I have seen similar situations before where when you start making a niche product, suddenly demand pops out of the background that wasn't there before because the product simply wasn't available. Even if it isn't profitable from day 1 it might eventually become profitable.


Are you sure about that "unavailable at almost any price" part? Their initial inputs seem to be be the scraps produced by the local manufacturers in a relatively tiny area over the last few years. If this grade of steel wasn't available, where did all these local manufacturers get a constant supply from? (I.e. there has to be an existing and supplied market, it's not like they're recycling the steel only from the scuttled German battleships in Scapa Flow or something.)

The use cases are quoted as "watchmaking and medical subcontracting", fwiw.


Yeah, I'm not sure about that unavailable at almost any price part. If you could put in an order for a million tons of steel you would get on the steel manufacturers order list, which is what I was thinking about when I mentioned almost any price. But it sounds like they have been working through their existing material for decades and are only now running out. The material may have last been produced a long time ago so the quantities they need are very small. That 50 tons of scrap may last them for another decade or two.


You would not be able to throw it in a ‘smelter’ and have it maintain its chemistry - smelters are huge mass production shops. A foundry could do this without problem. They exist to do small, chemically precise runs.

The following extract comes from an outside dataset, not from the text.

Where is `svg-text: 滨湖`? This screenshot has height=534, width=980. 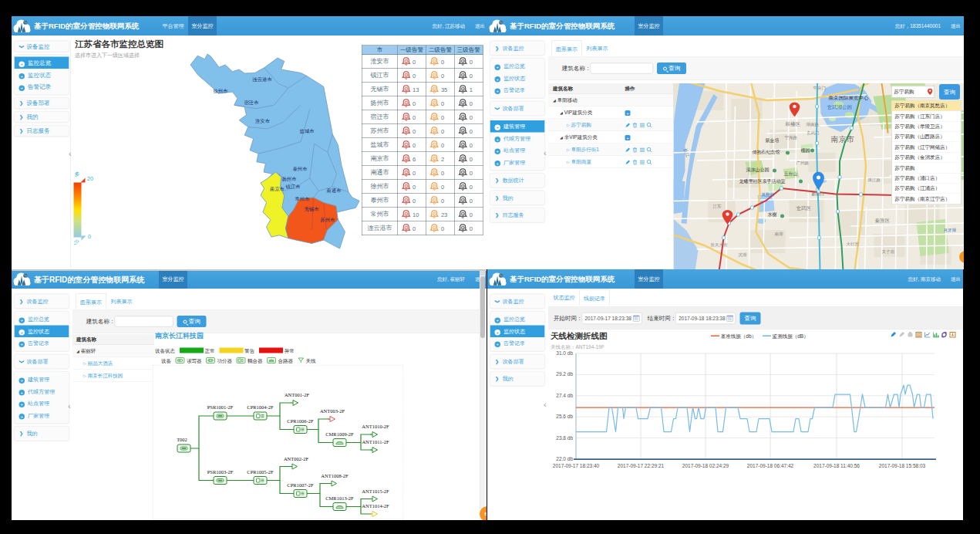 svg-text: 滨湖 is located at coordinates (743, 255).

Ah, thank you. I didn't know what the difference was between a smelter and a foundry.


A few year ago, someone posted about designing a new stainless steel for ¿knives? Something about copying the properties of some well known iron alloy to a stainless version. IIRC you should add some chrome to make it stainless and vanadium to make it hard, and then some long explanation about the carbon content so there is not a lot of ¿chrome carbide? inside the steel. He hired a specialized foundry to make a small batch with very precise composition. It was very interesting but very above my metallurgy knowledge, so I don't' remember the details. And sadly I can't find the link now.


I believe it was this post? If not I'm curious about it if you remember. The link and discussion here was a fascinating look into another world for me.

https://news.ycombinator.com/item?id=29696120 https://knifesteelnerds.com/2021/03/25/cpm-magnacut/


It was that post. Thanks.


Wow, that is very interesting and informative. I had not realized that.


Plus revenue from selling carbon credits. I don't know the value of that.